Ocaml plugin loader, from ocaml source file. Wrapper around Dynlink module, including on the fly async ocaml compilation.
This is a low level module, casual user should rather use 'Ocaml_compiler' apart from Make to create a dedicated Plugin loader.
mutable type for loading ocaml modules.
Currently this library works with native code only. Called in bytecode,
the function create
will return the following exception as an error result.
The convention over the name of the executable inside the archive. All are native executables (.opt)
Cleaning the files generated by this Ocaml_dynloader.t from the begining of his life, and try to remove the directory if it is empty once the files have been removed. Doesn't fail if the directory contains other files, keep them and keep the directory in that case. Once cleaned, you cannot use a dynloader anymore, you should just leave it alone and let it be collected by the GC at some point. Using a cleaned dynloader will result in an error.
The type t
is the type of a first level module you want to load.
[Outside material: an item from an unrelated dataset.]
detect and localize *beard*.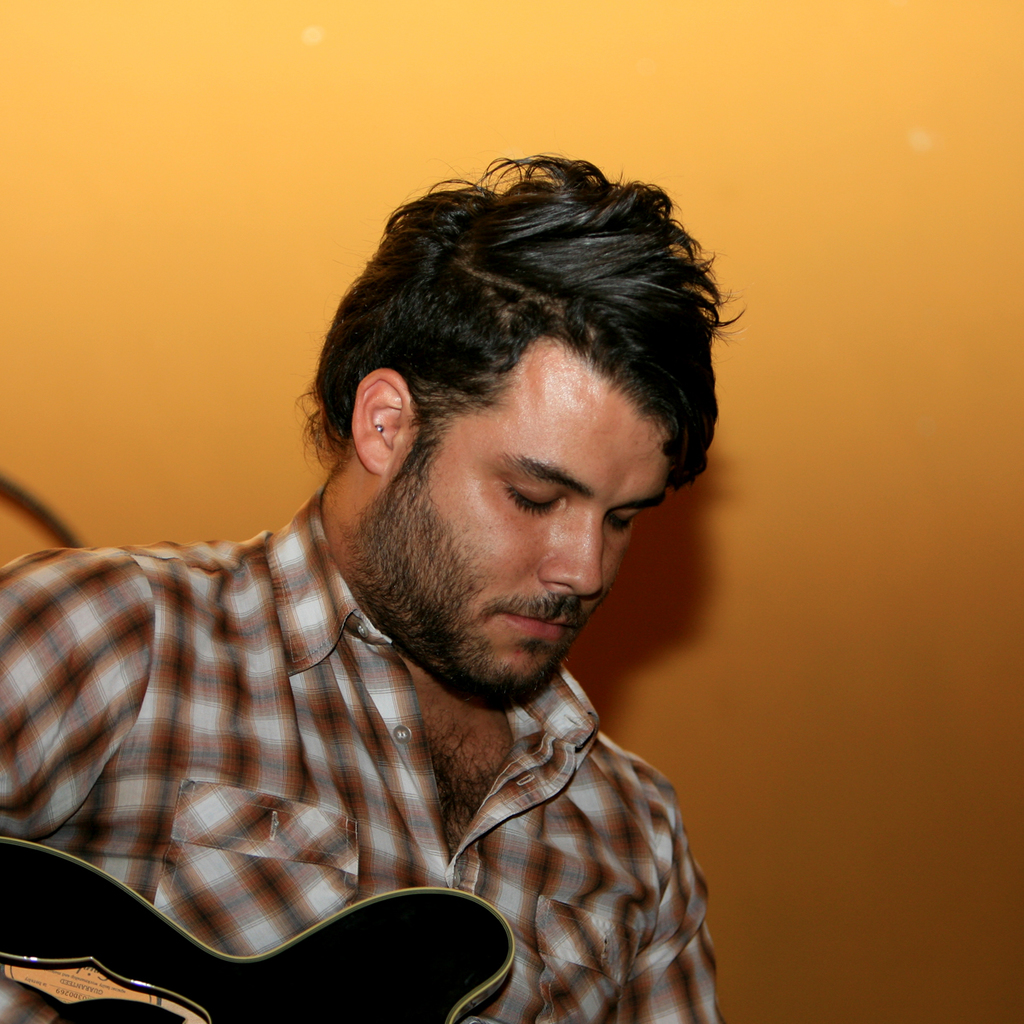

This is typically the type of your expected config file, as a top level
ocaml module.
The field repr
is the concrete OCaml syntax for this module type.
The field univ_constr
is used to constr and match_ values of type t, embedded
in a value of type Univ.t.
The field univ_constr_repr
is the concrete OCaml syntax for the field univ_constr
.
Example : CUSTOM(module) M : A.S defined in the library "mylib.cmxa".
module My_config_loader = Ocaml_plugin.Ocaml_dynloader.Make (
struct
type t = (module A.S)
let repr = "Mylib.A.S"
let univ_constr = A.univ_constr
let univ_constr_repr = "Mylib.A.univ_constr"
end)
repr
and univ_constr_repr
should be contain complete paths, as it would be
used by an ocaml file to link with the shared cmi files, in particular be aware
that if you have some 'open' statements in your file, you might have different
t and repr, which is a bad practice.
If the module type A.M_intf
is defined in a package, you would need
to add it in the repr, as it is part of the complete path of the module type
("Mylib" in the example).
find_dependencies t file
uses ocamldep to compute the list of .ml and .mli files
that file
depends on transitively, which you can then pass to load_ocaml_src_files
.
file
must be an .ml file, and all the files it depend on must be in the same folder.
Load a bunch of ocaml files source files (.ml + .mli). The last module's signature
should be compatible with the signature X.repr
. If the type does not match, there
will be an error during OCaml compilation. The files are copied into the compilation
directory, and compiled versus a generated mli file including the relevant module
signature. This generated file is then dynlinked with the current executable.
The compilation happens using Dynlink.loadfile_private
, meaning that
the toplevel definition defined in these files are hidden
(cannot be referenced) from other modules dynamically loaded afterwards
Similar to load_ocaml_src_files
, but does not execute the plugin toplevel, just
checks that compilation and dynamic linking work.
The following functions are used for step by step use, not for the casual user
because they are much more error prone. Prefer load_ocaml_src_files
if possible
This compiles the source files into cmxs file, but does not execute the plugin
toplevel. The resulting cmxs file can be loaded by blocking_load_cmxs_file
either
from the same process or other processes which share the same executable. If compile
succeeds, it returns Ok
and write the compiled cmxs file into output_file
(may
override existing file), otherwise it returns Error
and won't write to
output_file
at all.
Dynlink has the following not really wanted property: dynlinking a file with a given filename only works properly the first time. Further dynlinks with the same filename (even a different file) will not load the new module but instead execute the initial module. Some even says that the behavior upon reload depends on the platform. Long story short: don't do that. Dynlink files at most once.
It is worth noting too that this function only works with cmxs files produced by
ocaml_plugin's compile_ocaml_src_files_into_cmxs_file
. It expects the code to
perform some internal library calls, thus it cannot be used with any arbitrary cmxs
compiled in some other way. Furthermore this function would return an error even
though the cmxs was built with ocaml_plugin when built under a different context
(compiler version used, cmi dependencies version, etc.) The intended usage is to
have the compilation and loading done using the same executable.